The I in AI and the Meaning in Information (IAMI)

The I in AI and the meaning in information (IAMI)

 

Organizer: Terrence Deacon, UC Berkeley [deacon@berkeley.edu]

 

     Following the theme of the 2019 Summit this mini conference will focus on what AI is, isn’t, could be, and shouldn’t be, as well as to consider how it is related to mental processes produced by brains and to the different concepts of information. The question ”Where is the I in AI?” can be interpreted in two ways: Where is the intelligence or where is the agency? The question of intelligence addresses the problem of meaning. Can our most sophisticated AI systems merely be reduced to automated look-up tables of correlations and categorizations of enormous scope and subtlety, or do the embody meaningful knowledge about the world? The question of agency also addresses this problem but additionally begs us to consider the locus of the goals and purposes of these systems. Are they merely parasitic of their designer’s goals? To what extend are self-training machine learning approaches capable of autonomous agency? Is the unmonitored autonomous operation of an AI-based machine process a form of agency, or is this superficial appearance   Is there some fundamental difference between AI and neurologically based intelligence that makes true autonomous agency (and subjective experience) unattainable for machine-based systems?

 

     The second part of this year’s theme statement is addressed in the introduction to the President’s statement:

 

“The information revolution—initiated in the middle of the 20th Century by the theoretical insights of Claude Shannon, Alan Turing, John Von Neumann, and innumerable others—was made possible by setting aside issues of meaning and significance in order to derive precise theoretical tools for measuring and controlling information. But with the maturity of information technologies, these once ignorable attributes of information have now become matters of global importance. We are rapidly racing toward a future created in the image of this mindless sense of information. … Our understanding of how meanings and values emerge from the web of information-sharing, data analysis, and automated communications remains under-developed and often … considered superfluous.” [excerpt from the President’s statement]

 

Relevant topics for this mini conference include:

 

• Formalizing the relationship between syntactic and semantic concepts of information.

• Identifying similarities and critical differences between machine-based and neurological information processing.

• Using insights from brain organization and function to design machine learning, perception and action.

• Alternative measures of complexity that are relevant for living and mental processes

• The transition from non-normative physics and chemistry to information about the relevant environment for a living organism.

• Origins and nature of biological information at the cellular and molecular level.

• The emergence of semiotic properties at the origin of life.

• Cognitive cyborg technology: Integration of AI-based prostheses with brains

 

Title, author information, and abstract should be written in English and should be no longer than 1 page.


# TASK REQUIREMENTS
This exercise asks for the records to be retyped exactly as they read.

------------------------

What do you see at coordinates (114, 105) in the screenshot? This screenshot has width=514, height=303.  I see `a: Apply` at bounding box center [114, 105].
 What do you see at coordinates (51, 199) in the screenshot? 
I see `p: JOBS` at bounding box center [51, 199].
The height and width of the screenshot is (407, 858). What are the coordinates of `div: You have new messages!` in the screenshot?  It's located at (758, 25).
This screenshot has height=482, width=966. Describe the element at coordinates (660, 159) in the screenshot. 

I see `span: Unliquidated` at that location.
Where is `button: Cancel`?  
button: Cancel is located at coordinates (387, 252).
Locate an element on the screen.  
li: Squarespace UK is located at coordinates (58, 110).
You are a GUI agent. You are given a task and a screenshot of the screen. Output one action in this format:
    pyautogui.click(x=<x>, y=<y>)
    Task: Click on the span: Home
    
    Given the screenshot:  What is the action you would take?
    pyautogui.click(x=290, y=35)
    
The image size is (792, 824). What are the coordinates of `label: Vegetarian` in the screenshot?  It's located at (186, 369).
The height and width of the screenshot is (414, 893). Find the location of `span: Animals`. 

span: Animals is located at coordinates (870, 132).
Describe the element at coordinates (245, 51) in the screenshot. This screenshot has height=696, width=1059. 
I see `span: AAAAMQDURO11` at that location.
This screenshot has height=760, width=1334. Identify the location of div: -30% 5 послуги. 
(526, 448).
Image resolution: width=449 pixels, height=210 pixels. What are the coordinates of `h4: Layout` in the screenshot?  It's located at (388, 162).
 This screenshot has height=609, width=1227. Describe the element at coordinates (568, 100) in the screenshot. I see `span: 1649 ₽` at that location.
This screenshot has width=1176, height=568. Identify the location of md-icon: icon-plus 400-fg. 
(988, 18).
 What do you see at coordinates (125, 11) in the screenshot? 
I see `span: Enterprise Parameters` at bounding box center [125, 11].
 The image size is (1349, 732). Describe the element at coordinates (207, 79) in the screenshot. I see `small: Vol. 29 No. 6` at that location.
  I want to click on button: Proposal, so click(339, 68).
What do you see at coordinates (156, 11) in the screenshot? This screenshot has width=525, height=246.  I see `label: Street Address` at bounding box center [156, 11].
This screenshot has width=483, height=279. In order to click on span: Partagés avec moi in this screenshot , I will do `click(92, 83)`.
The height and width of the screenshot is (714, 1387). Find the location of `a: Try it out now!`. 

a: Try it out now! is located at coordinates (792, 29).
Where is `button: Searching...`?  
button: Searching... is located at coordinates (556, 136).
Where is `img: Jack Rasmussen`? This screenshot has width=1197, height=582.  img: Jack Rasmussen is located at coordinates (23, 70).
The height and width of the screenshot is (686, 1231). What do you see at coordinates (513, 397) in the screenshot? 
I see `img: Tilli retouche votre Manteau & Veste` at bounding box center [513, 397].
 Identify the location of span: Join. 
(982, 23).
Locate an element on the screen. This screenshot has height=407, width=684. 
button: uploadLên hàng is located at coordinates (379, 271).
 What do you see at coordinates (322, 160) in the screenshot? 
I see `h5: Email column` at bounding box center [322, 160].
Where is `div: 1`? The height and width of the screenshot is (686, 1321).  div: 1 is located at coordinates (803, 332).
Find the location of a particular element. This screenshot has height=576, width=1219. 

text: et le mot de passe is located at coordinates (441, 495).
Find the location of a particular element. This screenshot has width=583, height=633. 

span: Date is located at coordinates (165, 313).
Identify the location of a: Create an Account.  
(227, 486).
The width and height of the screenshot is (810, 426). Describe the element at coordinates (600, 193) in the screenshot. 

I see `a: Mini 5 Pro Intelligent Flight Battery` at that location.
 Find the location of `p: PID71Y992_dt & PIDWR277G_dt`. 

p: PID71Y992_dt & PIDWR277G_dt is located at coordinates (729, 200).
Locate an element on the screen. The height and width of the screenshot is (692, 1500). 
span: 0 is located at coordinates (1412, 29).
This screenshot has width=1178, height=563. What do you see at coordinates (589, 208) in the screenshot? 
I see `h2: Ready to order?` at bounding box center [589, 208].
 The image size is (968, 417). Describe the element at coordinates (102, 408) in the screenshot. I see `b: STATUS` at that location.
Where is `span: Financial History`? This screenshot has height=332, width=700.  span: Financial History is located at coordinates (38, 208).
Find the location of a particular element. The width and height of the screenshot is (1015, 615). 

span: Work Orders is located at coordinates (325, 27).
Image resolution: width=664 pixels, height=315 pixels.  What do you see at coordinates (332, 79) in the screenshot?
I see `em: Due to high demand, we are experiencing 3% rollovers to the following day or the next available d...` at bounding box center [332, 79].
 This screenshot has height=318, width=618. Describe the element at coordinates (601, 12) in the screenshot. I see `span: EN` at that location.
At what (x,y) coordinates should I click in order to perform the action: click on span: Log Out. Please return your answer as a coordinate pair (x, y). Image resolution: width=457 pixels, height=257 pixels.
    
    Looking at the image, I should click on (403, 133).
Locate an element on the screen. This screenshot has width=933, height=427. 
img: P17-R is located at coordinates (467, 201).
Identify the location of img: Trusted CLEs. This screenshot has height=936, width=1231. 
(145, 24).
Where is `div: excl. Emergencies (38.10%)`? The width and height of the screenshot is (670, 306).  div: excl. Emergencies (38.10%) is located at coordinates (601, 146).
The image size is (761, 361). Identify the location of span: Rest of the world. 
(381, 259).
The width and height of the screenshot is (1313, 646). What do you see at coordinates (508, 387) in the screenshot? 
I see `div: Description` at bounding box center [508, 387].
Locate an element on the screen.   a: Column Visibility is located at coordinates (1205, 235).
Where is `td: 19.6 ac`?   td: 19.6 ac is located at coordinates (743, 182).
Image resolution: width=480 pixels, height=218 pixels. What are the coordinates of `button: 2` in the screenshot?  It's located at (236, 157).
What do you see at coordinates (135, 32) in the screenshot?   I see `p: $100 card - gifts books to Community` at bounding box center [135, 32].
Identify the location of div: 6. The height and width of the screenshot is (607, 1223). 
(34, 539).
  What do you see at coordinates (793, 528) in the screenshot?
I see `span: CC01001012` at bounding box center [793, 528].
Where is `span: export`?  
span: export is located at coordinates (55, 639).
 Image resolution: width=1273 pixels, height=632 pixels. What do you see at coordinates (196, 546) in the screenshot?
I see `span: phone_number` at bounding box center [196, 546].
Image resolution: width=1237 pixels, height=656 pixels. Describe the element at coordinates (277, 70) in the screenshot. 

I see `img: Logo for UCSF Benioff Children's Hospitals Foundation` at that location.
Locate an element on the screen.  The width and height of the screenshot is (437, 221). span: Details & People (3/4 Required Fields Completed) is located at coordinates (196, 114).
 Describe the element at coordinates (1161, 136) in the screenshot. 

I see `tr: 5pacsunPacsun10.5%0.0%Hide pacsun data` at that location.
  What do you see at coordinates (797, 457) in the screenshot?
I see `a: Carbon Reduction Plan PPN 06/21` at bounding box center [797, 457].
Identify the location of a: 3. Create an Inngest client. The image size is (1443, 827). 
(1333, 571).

------------------------

# FINISHED EXERCISE
What do you see at coordinates (114, 105) in the screenshot? This screenshot has width=514, height=303.  I see `a: Apply` at bounding box center [114, 105].
 What do you see at coordinates (51, 199) in the screenshot? 
I see `p: JOBS` at bounding box center [51, 199].
The height and width of the screenshot is (407, 858). What are the coordinates of `div: You have new messages!` in the screenshot?  It's located at (758, 25).
This screenshot has height=482, width=966. Describe the element at coordinates (660, 159) in the screenshot. 

I see `span: Unliquidated` at that location.
Where is `button: Cancel`?  
button: Cancel is located at coordinates (387, 252).
Locate an element on the screen.  
li: Squarespace UK is located at coordinates (58, 110).
You are a GUI agent. You are given a task and a screenshot of the screen. Output one action in this format:
    pyautogui.click(x=<x>, y=<y>)
    Task: Click on the span: Home
    
    Given the screenshot:  What is the action you would take?
    pyautogui.click(x=290, y=35)
    
The image size is (792, 824). What are the coordinates of `label: Vegetarian` in the screenshot?  It's located at (186, 369).
The height and width of the screenshot is (414, 893). Find the location of `span: Animals`. 

span: Animals is located at coordinates (870, 132).
Describe the element at coordinates (245, 51) in the screenshot. This screenshot has height=696, width=1059. 
I see `span: AAAAMQDURO11` at that location.
This screenshot has height=760, width=1334. Identify the location of div: -30% 5 послуги. 
(526, 448).
Image resolution: width=449 pixels, height=210 pixels. What are the coordinates of `h4: Layout` in the screenshot?  It's located at (388, 162).
 This screenshot has height=609, width=1227. Describe the element at coordinates (568, 100) in the screenshot. I see `span: 1649 ₽` at that location.
This screenshot has width=1176, height=568. Identify the location of md-icon: icon-plus 400-fg. 
(988, 18).
 What do you see at coordinates (125, 11) in the screenshot? 
I see `span: Enterprise Parameters` at bounding box center [125, 11].
 The image size is (1349, 732). Describe the element at coordinates (207, 79) in the screenshot. I see `small: Vol. 29 No. 6` at that location.
  I want to click on button: Proposal, so click(339, 68).
What do you see at coordinates (156, 11) in the screenshot? This screenshot has width=525, height=246.  I see `label: Street Address` at bounding box center [156, 11].
This screenshot has width=483, height=279. In order to click on span: Partagés avec moi in this screenshot , I will do `click(92, 83)`.
The height and width of the screenshot is (714, 1387). Find the location of `a: Try it out now!`. 

a: Try it out now! is located at coordinates (792, 29).
Where is `button: Searching...`?  
button: Searching... is located at coordinates (556, 136).
Where is `img: Jack Rasmussen`? This screenshot has width=1197, height=582.  img: Jack Rasmussen is located at coordinates (23, 70).
The height and width of the screenshot is (686, 1231). What do you see at coordinates (513, 397) in the screenshot? 
I see `img: Tilli retouche votre Manteau & Veste` at bounding box center [513, 397].
 Identify the location of span: Join. 
(982, 23).
Locate an element on the screen. This screenshot has height=407, width=684. 
button: uploadLên hàng is located at coordinates (379, 271).
 What do you see at coordinates (322, 160) in the screenshot? 
I see `h5: Email column` at bounding box center [322, 160].
Where is `div: 1`? The height and width of the screenshot is (686, 1321).  div: 1 is located at coordinates (803, 332).
Find the location of a particular element. This screenshot has height=576, width=1219. 

text: et le mot de passe is located at coordinates (441, 495).
Find the location of a particular element. This screenshot has width=583, height=633. 

span: Date is located at coordinates (165, 313).
Identify the location of a: Create an Account.  
(227, 486).
The width and height of the screenshot is (810, 426). Describe the element at coordinates (600, 193) in the screenshot. 

I see `a: Mini 5 Pro Intelligent Flight Battery` at that location.
 Find the location of `p: PID71Y992_dt & PIDWR277G_dt`. 

p: PID71Y992_dt & PIDWR277G_dt is located at coordinates (729, 200).
Locate an element on the screen. The height and width of the screenshot is (692, 1500). 
span: 0 is located at coordinates (1412, 29).
This screenshot has width=1178, height=563. What do you see at coordinates (589, 208) in the screenshot? 
I see `h2: Ready to order?` at bounding box center [589, 208].
 The image size is (968, 417). Describe the element at coordinates (102, 408) in the screenshot. I see `b: STATUS` at that location.
Where is `span: Financial History`? This screenshot has height=332, width=700.  span: Financial History is located at coordinates (38, 208).
Find the location of a particular element. The width and height of the screenshot is (1015, 615). 

span: Work Orders is located at coordinates (325, 27).
Image resolution: width=664 pixels, height=315 pixels.  What do you see at coordinates (332, 79) in the screenshot?
I see `em: Due to high demand, we are experiencing 3% rollovers to the following day or the next available d...` at bounding box center [332, 79].
 This screenshot has height=318, width=618. Describe the element at coordinates (601, 12) in the screenshot. I see `span: EN` at that location.
At what (x,y) coordinates should I click in order to perform the action: click on span: Log Out. Please return your answer as a coordinate pair (x, y). Image resolution: width=457 pixels, height=257 pixels.
    
    Looking at the image, I should click on (403, 133).
Locate an element on the screen. This screenshot has width=933, height=427. 
img: P17-R is located at coordinates (467, 201).
Identify the location of img: Trusted CLEs. This screenshot has height=936, width=1231. 
(145, 24).
Where is `div: excl. Emergencies (38.10%)`? The width and height of the screenshot is (670, 306).  div: excl. Emergencies (38.10%) is located at coordinates (601, 146).
The image size is (761, 361). Identify the location of span: Rest of the world. 
(381, 259).
The width and height of the screenshot is (1313, 646). What do you see at coordinates (508, 387) in the screenshot? 
I see `div: Description` at bounding box center [508, 387].
Locate an element on the screen.   a: Column Visibility is located at coordinates (1205, 235).
Where is `td: 19.6 ac`?   td: 19.6 ac is located at coordinates (743, 182).
Image resolution: width=480 pixels, height=218 pixels. What are the coordinates of `button: 2` in the screenshot?  It's located at (236, 157).
What do you see at coordinates (135, 32) in the screenshot?   I see `p: $100 card - gifts books to Community` at bounding box center [135, 32].
Identify the location of div: 6. The height and width of the screenshot is (607, 1223). 
(34, 539).
  What do you see at coordinates (793, 528) in the screenshot?
I see `span: CC01001012` at bounding box center [793, 528].
Where is `span: export`?  
span: export is located at coordinates (55, 639).
 Image resolution: width=1273 pixels, height=632 pixels. What do you see at coordinates (196, 546) in the screenshot?
I see `span: phone_number` at bounding box center [196, 546].
Image resolution: width=1237 pixels, height=656 pixels. Describe the element at coordinates (277, 70) in the screenshot. 

I see `img: Logo for UCSF Benioff Children's Hospitals Foundation` at that location.
Locate an element on the screen.  The width and height of the screenshot is (437, 221). span: Details & People (3/4 Required Fields Completed) is located at coordinates (196, 114).
 Describe the element at coordinates (1161, 136) in the screenshot. 

I see `tr: 5pacsunPacsun10.5%0.0%Hide pacsun data` at that location.
  What do you see at coordinates (797, 457) in the screenshot?
I see `a: Carbon Reduction Plan PPN 06/21` at bounding box center [797, 457].
Identify the location of a: 3. Create an Inngest client. The image size is (1443, 827). 
(1333, 571).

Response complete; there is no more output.